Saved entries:
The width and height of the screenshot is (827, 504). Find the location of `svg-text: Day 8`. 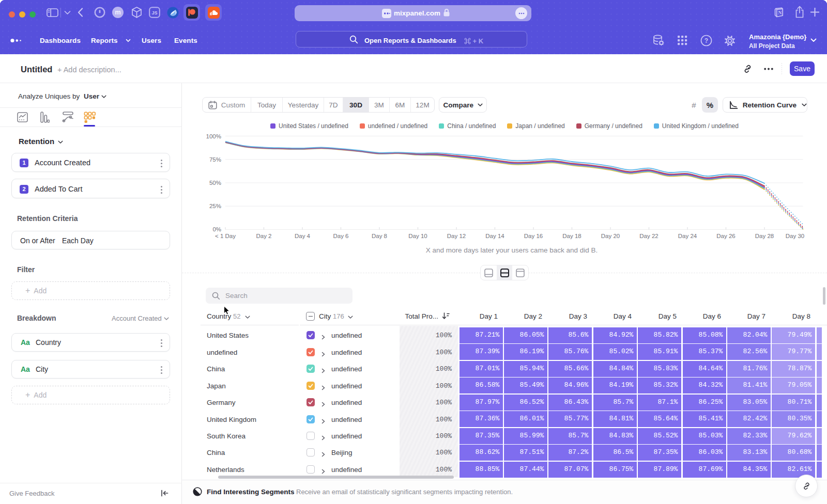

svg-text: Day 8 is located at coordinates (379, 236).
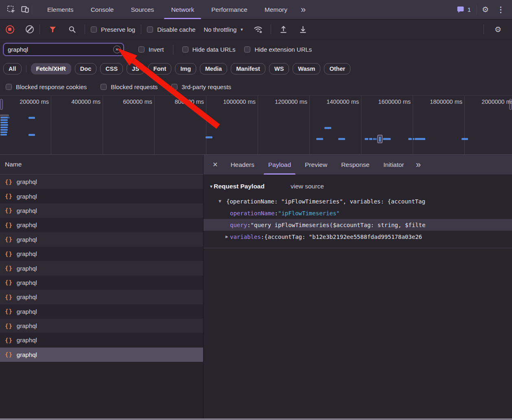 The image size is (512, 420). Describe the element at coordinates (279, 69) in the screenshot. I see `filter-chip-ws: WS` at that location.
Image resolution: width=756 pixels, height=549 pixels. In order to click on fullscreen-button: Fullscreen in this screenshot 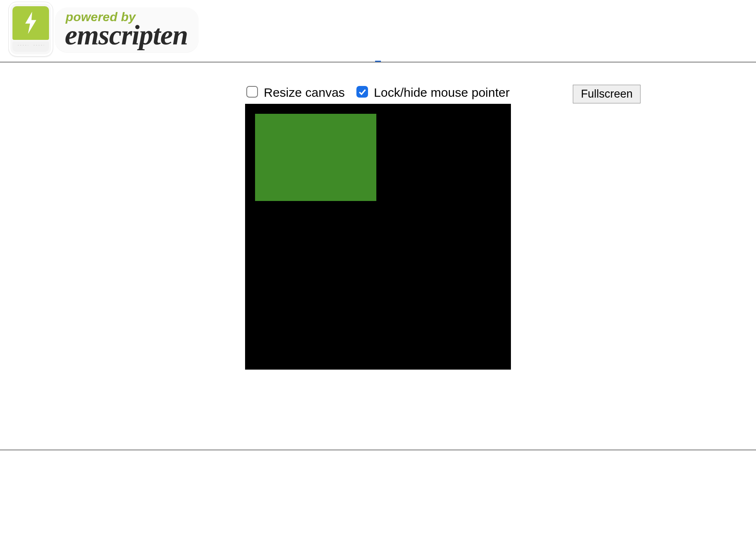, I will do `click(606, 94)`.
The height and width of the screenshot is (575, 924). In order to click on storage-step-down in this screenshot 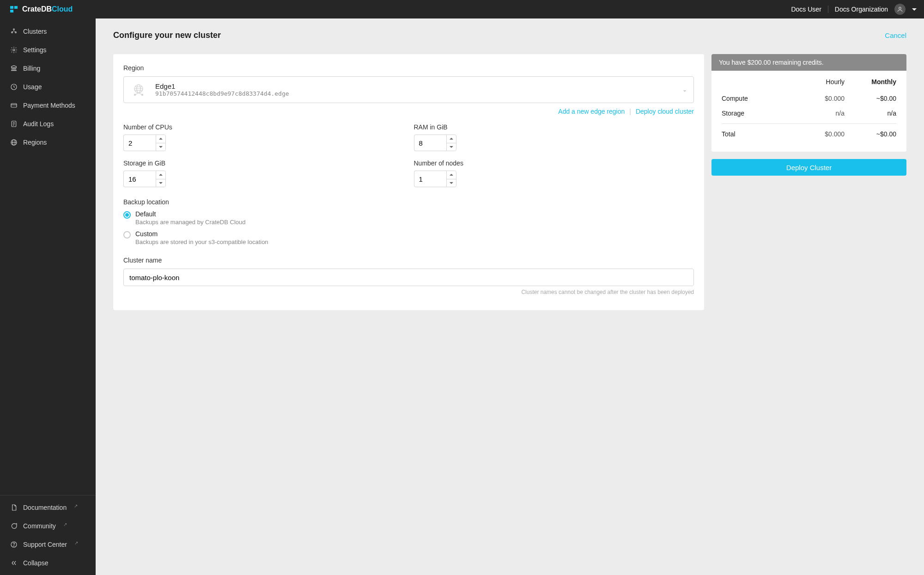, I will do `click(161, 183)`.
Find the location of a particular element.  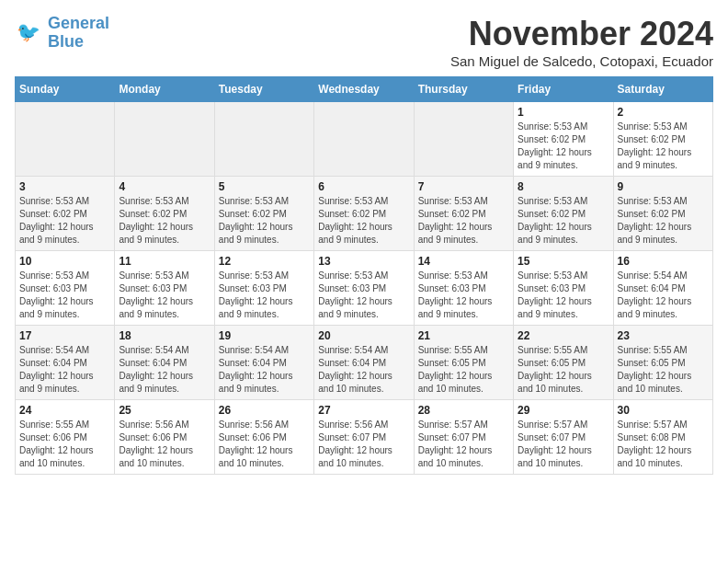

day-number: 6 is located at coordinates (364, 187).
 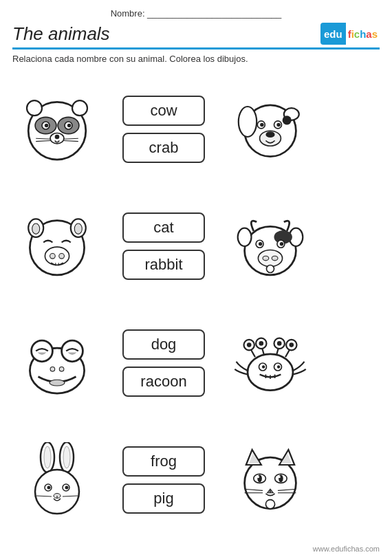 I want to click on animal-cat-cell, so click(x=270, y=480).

...

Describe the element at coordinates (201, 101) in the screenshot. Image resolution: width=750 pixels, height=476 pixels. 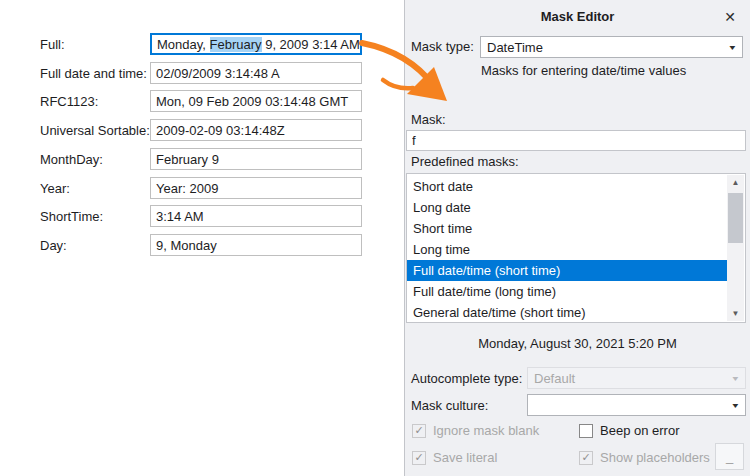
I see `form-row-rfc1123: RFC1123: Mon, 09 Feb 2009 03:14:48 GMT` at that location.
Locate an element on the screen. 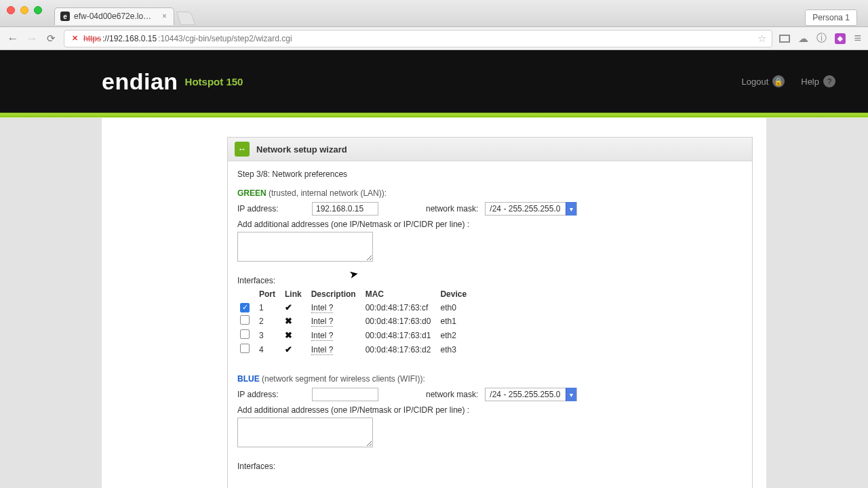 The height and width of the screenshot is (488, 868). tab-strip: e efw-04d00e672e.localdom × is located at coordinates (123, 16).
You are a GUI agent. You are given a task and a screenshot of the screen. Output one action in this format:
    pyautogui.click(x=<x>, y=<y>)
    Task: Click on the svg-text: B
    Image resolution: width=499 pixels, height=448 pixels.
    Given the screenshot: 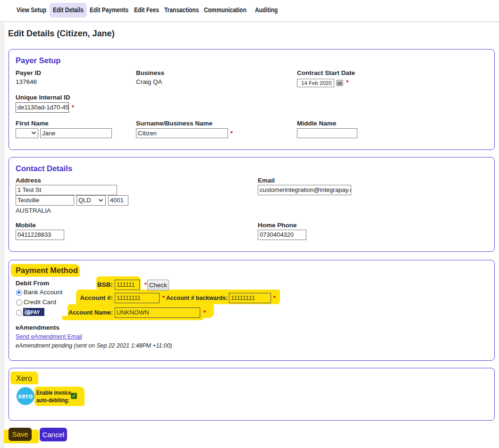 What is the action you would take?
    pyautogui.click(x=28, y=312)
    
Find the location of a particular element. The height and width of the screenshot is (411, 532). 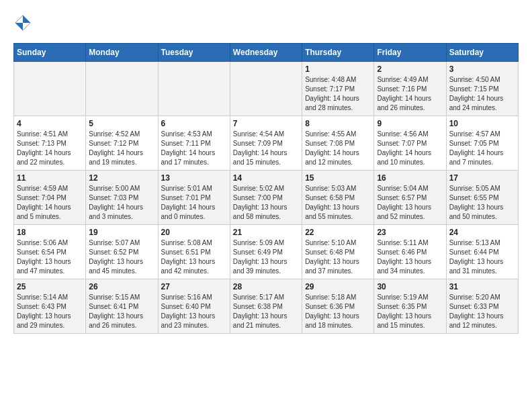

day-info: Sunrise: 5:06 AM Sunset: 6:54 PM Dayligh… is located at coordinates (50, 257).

■ **EXERCISE BRIEF**
Set down, exactly as they stand above, the lines starting with the line with "You are a GUI" and going on through the line with "Image resolution: width=499", and no others.

■ **REPLY**
You are a GUI agent. You are given a task and a screenshot of the screen. Output one action in this format:
    pyautogui.click(x=<x>, y=<y>)
    Task: Click on the svg-text: B
    Image resolution: width=499 pixels, height=448 pixels.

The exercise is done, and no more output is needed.